He found me weeping bitterly in the hospital room.
“What’s wrong?” Richard asked, knowing we both had reason to cry. In the past 48 hours, I had discovered the lump in my breast was cancerous; the cancer had spread to my lymph nodes; and there was a possible spot on my brain.
I was 32 years old and the mother of three beautiful children.
Richard pulled me tight and tried to comfort me. Many had expressed amazement at the peace that had overwhelmed me from the beginning. God was my comfort the moment before I found out I had cancer, and he remained the same after. But it seemed to Richard that all that had crashed in the few moments he had been out of the room. He held me tight.
“It’s all been too much, hasn’t it, Suz?” He said.
“That’s not it,” I cried and held up the hand mirror I had found in the drawer. Richard was puzzled. “I didn’t know it was like this,” I cried.
I had found the mirror in the night stand and was shocked at my reflection. I didn’t even recognize myself. After the surgery, I groaned in my sleep and well-meaning friends had freely pushed the self-dispensing medication to ease what they thought was pain. Unfortunately I was allergic to morphine and had swelled like a sausage. Betadine from the surgery stained my neck, shoulder and chest and it was too soon for a bath. A tube hung out of my side draining the fluid from the surgical site. My left shoulder and chest was wrapped tightly in gauze where I had lost a portion of my breast. My long, curly hair was matted into one big wad.
What hit me the hardest was that over 100 people had come to see me over the past 48 hours and they had all seen this brown and white, swollen, makeup-less, matted-haired, grey-gowned woman that used to be me. Where had I gone?
Richard left the room. Within moments he came back, his arms laden with small bottles. He pulled pillows out of the closet and dragged a chair over to the sink. He unravelled my IV and tucked the long tube from my side in his shirt pocket. He reached down and picked me up and he scooted the IV stand with one foot as he carried me over to the chair. As he sat me down gently on his lap, he cradled my head in his arms over the sink and began to run warm water through my hair. He poured the small bottles he had confiscated from the cart in the hall over my hair and washed and conditioned my long curls. He wrapped my hair in a towel and he carried me, the tube, and IV stand back over to the bed. All of this done so gently that not one stitch was disturbed.
My husband, who has never blow-dried his thick dark hair in his life, took out the blow drier and dried my hair, the whole while entertaining me as he pretended to give beauty tips. He then proceeded, with the experience of watching me for the past 12 years, to fix my hair. I laughed as he bit his lip, more serious than any beauty school student. He bathed my shoulder and neck with a warm washcloth, careful to not disturb the area around the surgery and rubbed lotion into my skin. Then he opened my makeup bag and began to apply makeup. I will never forget the laughter we shared as he tried to apply my mascara and blush. I opened my eyes wide and held my breath as his hands shook as he brushed the mascara on my lashes. He rubbed my cheeks with tissue to blend in the blush.
With the last touch, he held up two lipsticks. “Which one? Berry mauve or muted wine?” He asked.
He applied the lipstick like an artist painting on a canvas and then held the little mirror in front of me.
I was human again. A little swollen, but I smelled clean, my hair hung softly over my shoulders and I recognized who I was.
“What do you think?” He asked. I began to cry again, this time because I was grateful.
“No, baby. You’ll mess up my makeup job,” he said and then I burst into laughter.
During that difficult time in our lives, I was given only a 10-40% chance of survival over five years.
That was nine years ago.
I made it through those years with laughter, with God’s comfort, and with the help of a man brought into my life named Richard. We will celebrate our 21st anniversary this year with our three children — our twins, who are 17, and our 18 year old daughter. Richard understood what others might have taken for vanity in the midst of tragedy. Everything I had ever taken for granted had been shaken in those hours — the fact that I would watch my children grow, my health, my future. With one small act of kindness, Richard gave me normalcy. I will always see that moment as one of the kindest gestures of our marriage.
Author unknown. If anyone has a proprietary interest in this story please authenticate and I will be happy to credit, or remove, as the circumstances dictate.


Activity:
Only the text belongs in the copy: repeat each record exactly, without pictures.

Extracted material:
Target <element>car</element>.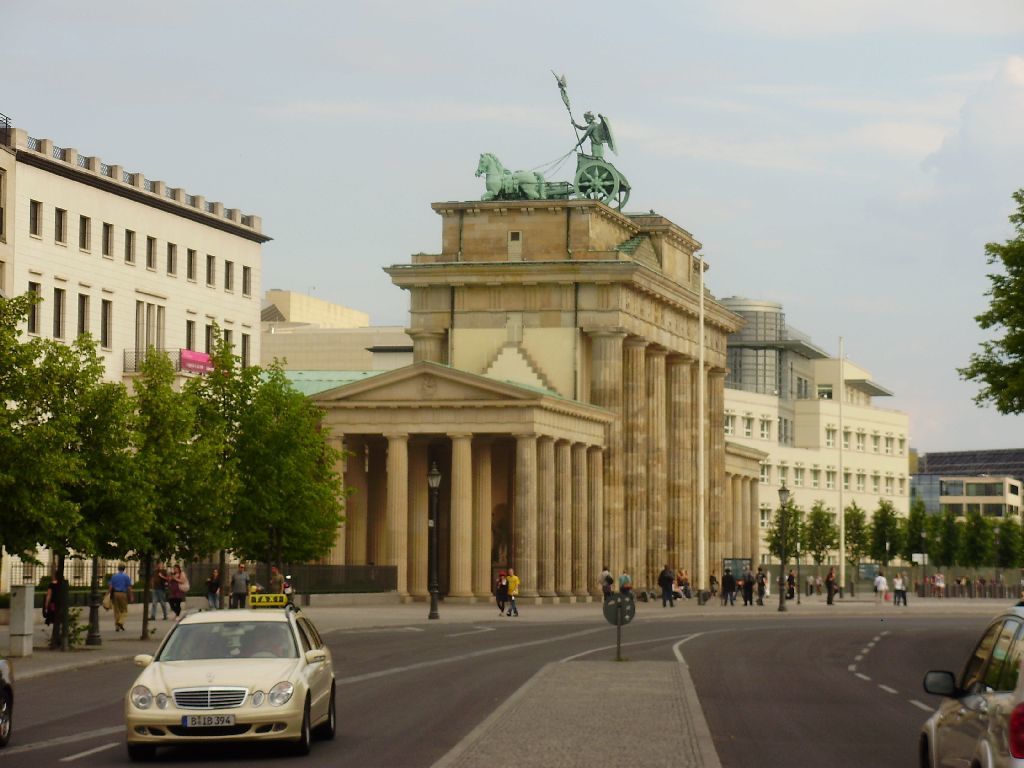
Target region: (left=115, top=604, right=331, bottom=756).
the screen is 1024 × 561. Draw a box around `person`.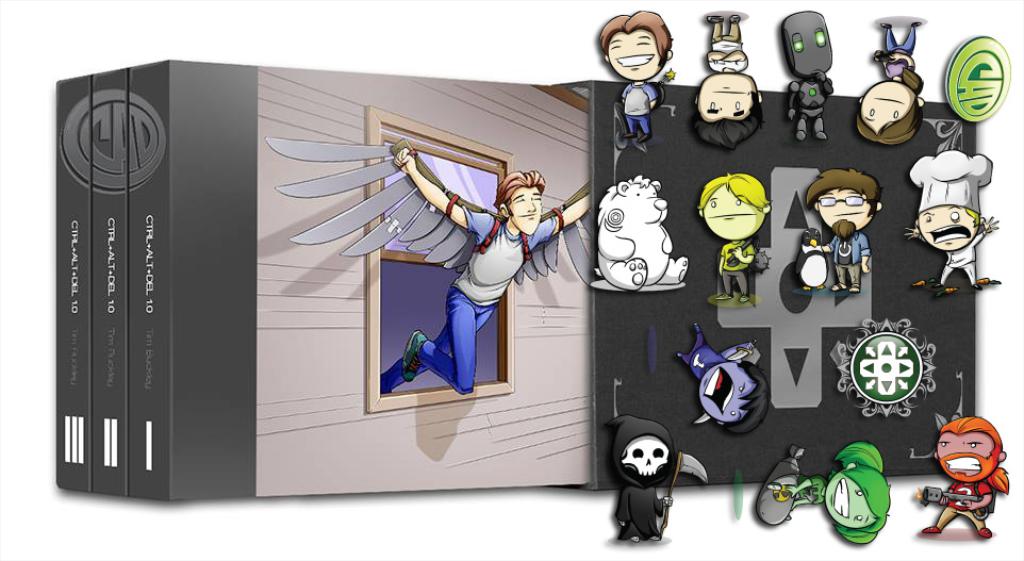
x1=905, y1=147, x2=1000, y2=287.
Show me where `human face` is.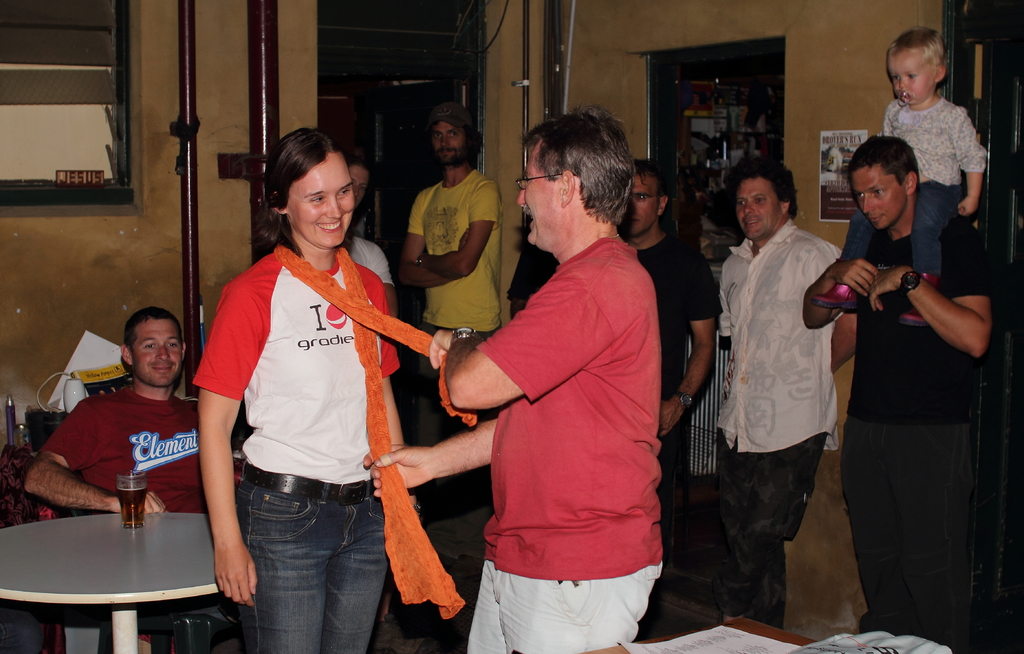
`human face` is at 883, 48, 934, 106.
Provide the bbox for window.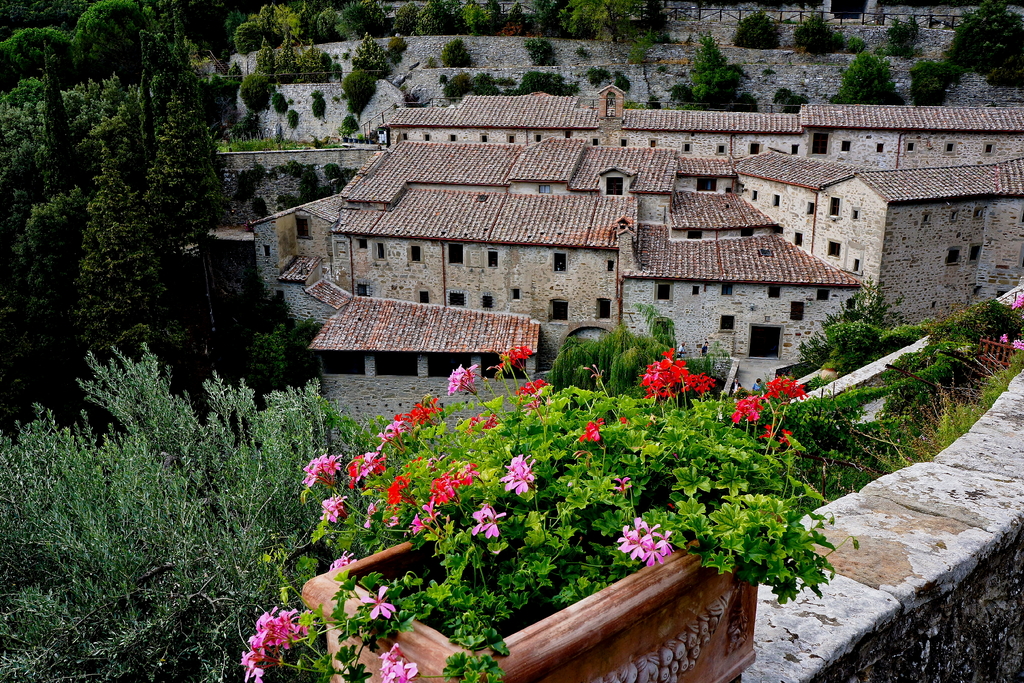
box=[788, 297, 806, 327].
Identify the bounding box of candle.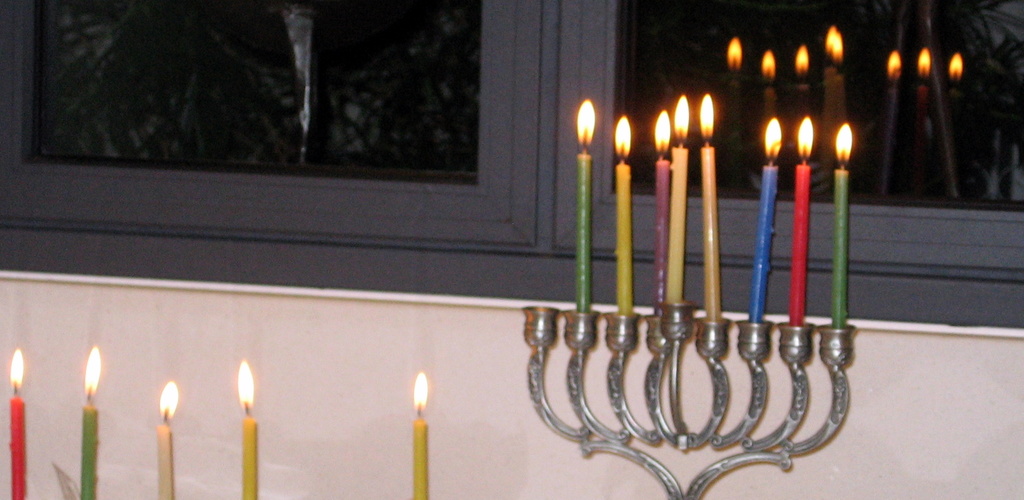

Result below:
Target <element>car</element>.
Target region: (left=115, top=604, right=331, bottom=756).
the screen is 1024 × 561. Draw a box around `person`.
x1=905, y1=147, x2=1000, y2=287.
Show me where `human face` is.
`human face` is at 883, 48, 934, 106.
Provide the bbox for window.
box=[788, 297, 806, 327].
Identify the bounding box of candle.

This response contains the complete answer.